Mr. Speaker, I may be young at 34 but I remember the red book in 1993 and the election campaign that year. The Liberals came to power. Nobody was talking about tax relief, paying down the debt, or any of those types of things. In fact, the red book was a recipe for handing over one's chequebook. There was more and more spending.
But surprise, there was a protest party out west, one of the legacy parties of this Conservative Party. It elected a surprising number of members of Parliament. They came to Ottawa and pushed for things such as eliminating the deficit, zero in three, I think it was back then. There were some surprising ideas that interestingly enough were not in the red book.

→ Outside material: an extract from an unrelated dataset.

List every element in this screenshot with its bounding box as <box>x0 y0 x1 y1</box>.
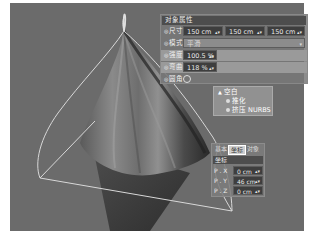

Where did the current conditions for today's economy come from? They did not come from ideas from that bench. They came from the official opposition. They came from the Conservative Party's fighting to put the fiscal house in order.
Bill C-48 on the other hand, to get back to the debate at hand, is a recipe for returning to deficits. Combine this with some of the Liberals' other $26 billion in spending promises since the Prime Minister showed up on national television to beg for his political life. They have a $10 billion per year unfunded liability for a national day care system. Put this all together and it is a recipe for higher taxes, program cuts or borrowing the money to pay for them. That is fiscal irresponsibility.
The Liberals have allowed the NDP in because the government needed to be propped up. This is the way the Liberals do it. It is a recipe for deficit spending. It is irresponsible and I look forward to opposing it.